Alex: And this comes as we're seeing data suggesting ransomware payment rates are declining. Gangs are responding by maximizing operational disruption to pressure victims. Lower payments mean more pain per attack. The leverage has shifted to impact, not just encryption. Healthcare and public sector CISOs need to be pressure-testing recovery time objectives right now. Not your documented RTOs — your actual RTOs.

Jordan: Quick note on Native, the cloud security startup that came out of stealth today with 42 million dollars. They're targeting the policy-to-architecture gap in multi-cloud environments — the problem where your security policy says one thing and your actual cloud configuration does something else entirely across AWS, Azure, and GCP simultaneously.

Alex: Real pain point, real money behind it. Worth a conversation if you're struggling with consistent cross-cloud security enforcement. We'll see if the product matches the pitch.

Alex: On the governance side, the CISO liability conversation is intensifying. The BankInfoSecurity piece today is direct about something the industry has been dancing around: regulators are pursuing personal accountability after major breaches, and it's reshaping who wants the job and how they do it.

Jordan: The SolarWinds CISO situation set a precedent that hasn't fully worked its way through the profession yet. People are still processing the implications.

Alex: If you are a CISO and you don't have explicit D&O coverage that covers your role specifically, that conversation needs to happen with your general counsel and your board this quarter. Not next quarter. This quarter. Also worth reviewing: your reporting structure, your documented risk escalations, and whether your board-level risk communication creates a clear paper trail of informed decisions made above your level.

Jordan: Because the alternative is that you become the fall guy. And the piece today is right — that dynamic is making the role less attractive to experienced practitioners, which is bad for every organization trying to recruit senior security talent.

Alex: For healthcare CISOs, one more: the HIPAA Security Rule overhaul could be finalized as early as May 2026. First major update in decades. If you're in a covered entity and you haven't started a gap assessment against the proposed requirements, you're already behind. Budget cycles move slower than regulatory timelines.

Jordan: The week's theme is acceleration. Geopolitical cyber conflict accelerating into real destructive attacks on U.S. enterprises. Supply-chain attack surfaces accelerating in scope and coordination. Personal liability for security leaders accelerating in regulatory priority. None of these trends are new — they're all arriving faster than most organizations planned for.

Alex: What to watch: whether Stryker is a one-off or the first of several Iranian retaliatory attacks. If we see a second or third wiper attack on a major U.S. company in the next two weeks, the threat picture changes significantly. Also watch the DarkSword story for Apple's patch response and any expansion of targeting beyond Ukrainian victims.

Jordan: And watch the CISO liability story. There are legislative conversations happening about safe harbor protections for security leaders who follow prescribed frameworks.
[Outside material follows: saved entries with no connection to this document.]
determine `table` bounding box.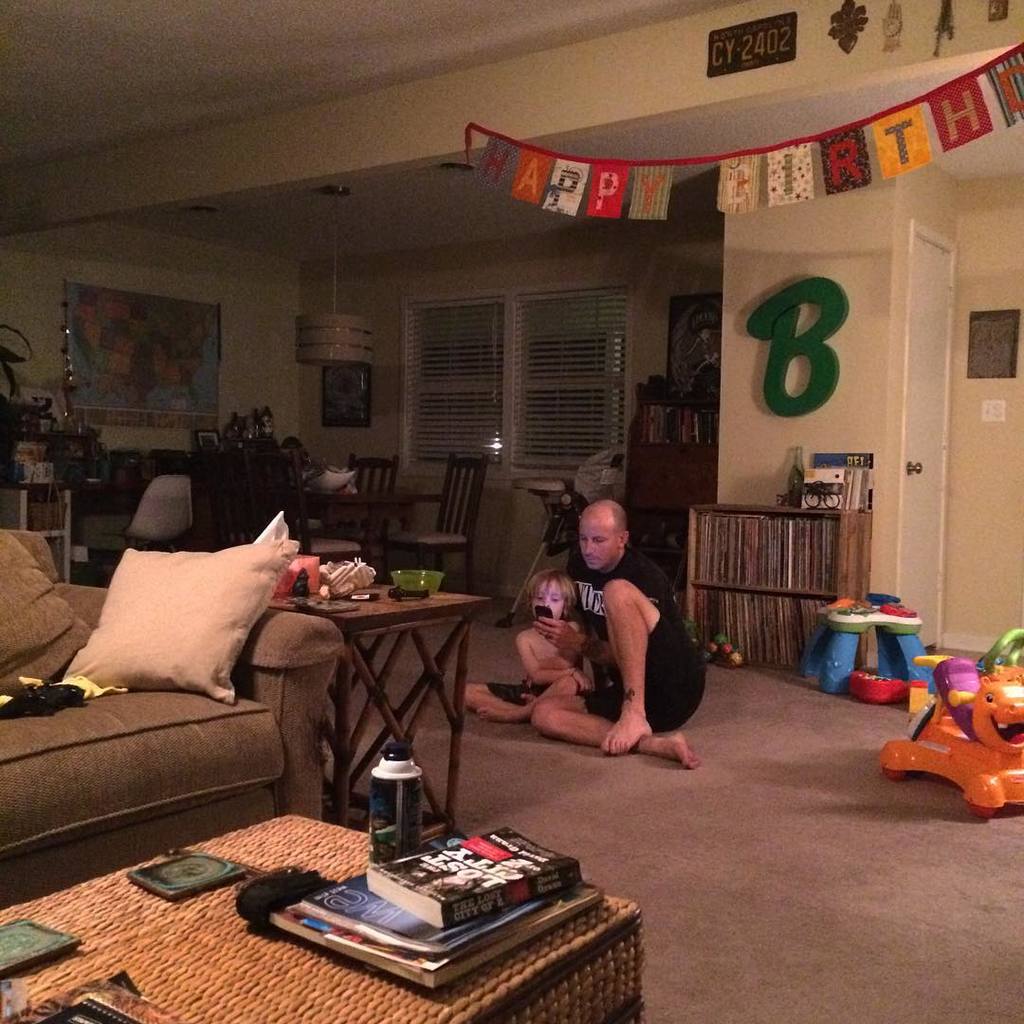
Determined: locate(277, 565, 504, 851).
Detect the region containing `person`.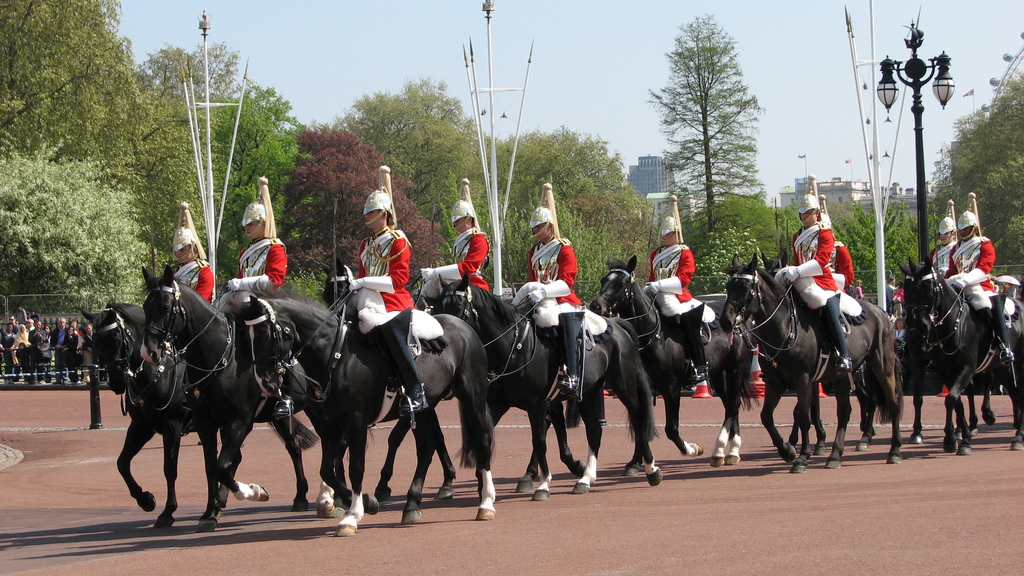
box=[943, 208, 1018, 365].
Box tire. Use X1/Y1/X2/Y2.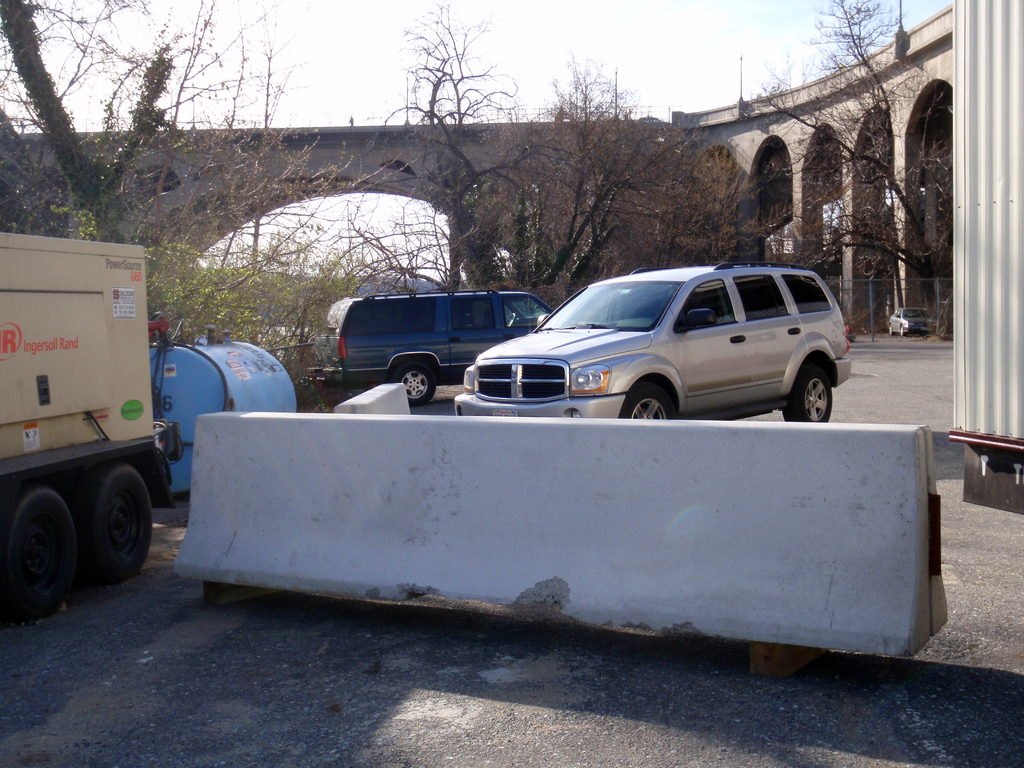
3/480/66/620.
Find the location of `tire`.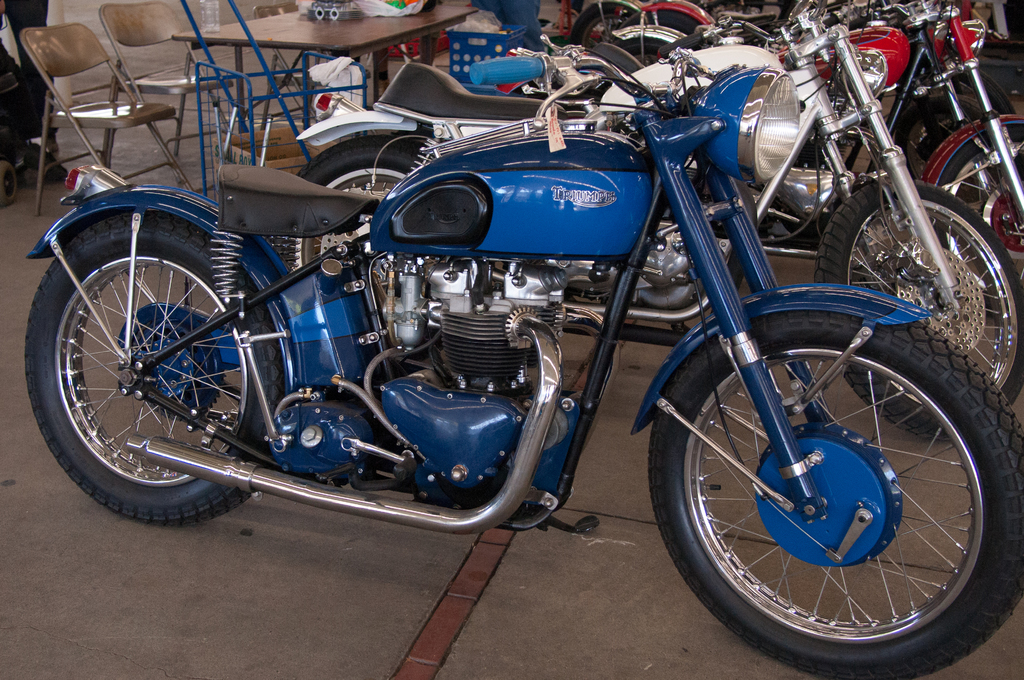
Location: [x1=665, y1=308, x2=995, y2=674].
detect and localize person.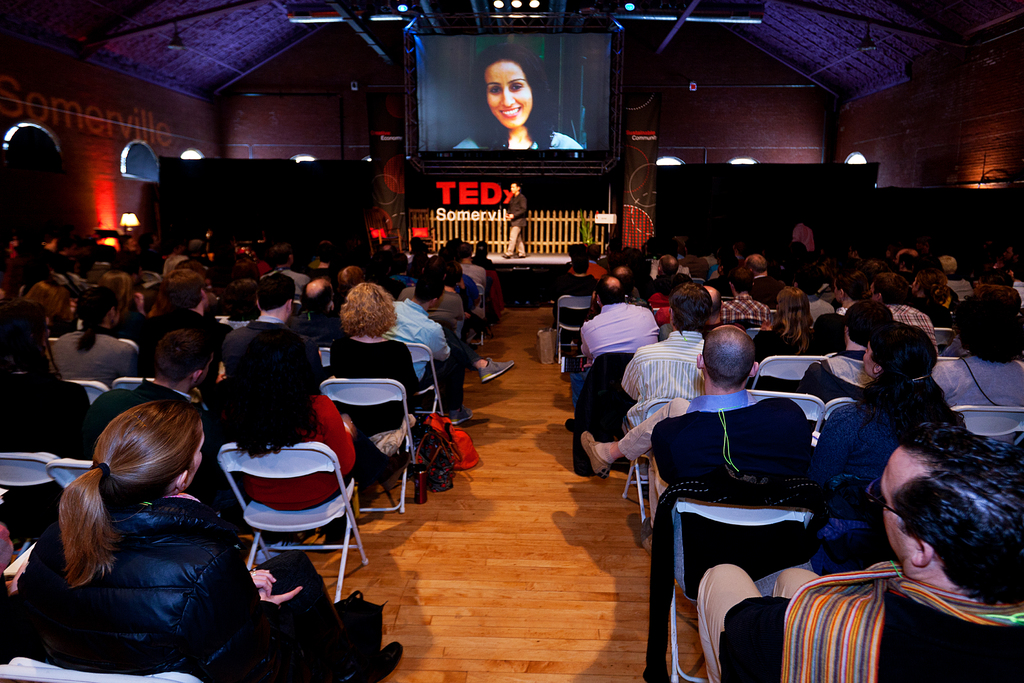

If that gains traction, it reshapes incentives across the entire profession.

Alex: That's Cleartext for Wednesday, March 18th. If this episode was useful, share it with your team and your peers. We'll be back tomorrow.

Jordan: Stay sharp.


Cleartext is an automated daily podcast for CISOs and security leaders. Generated 2026-03-18.

Sources are pulled from: CyberScoop, The Record, SecurityWeek, Krebs on Security, Dark Reading, Cybersecurity Dive, BleepingComputer, Wired, Ars Technica, TechCrunch, Help Net Security, VentureBeat, Risky Business News, The Hacker News, CISA, and BankInfoSecurity.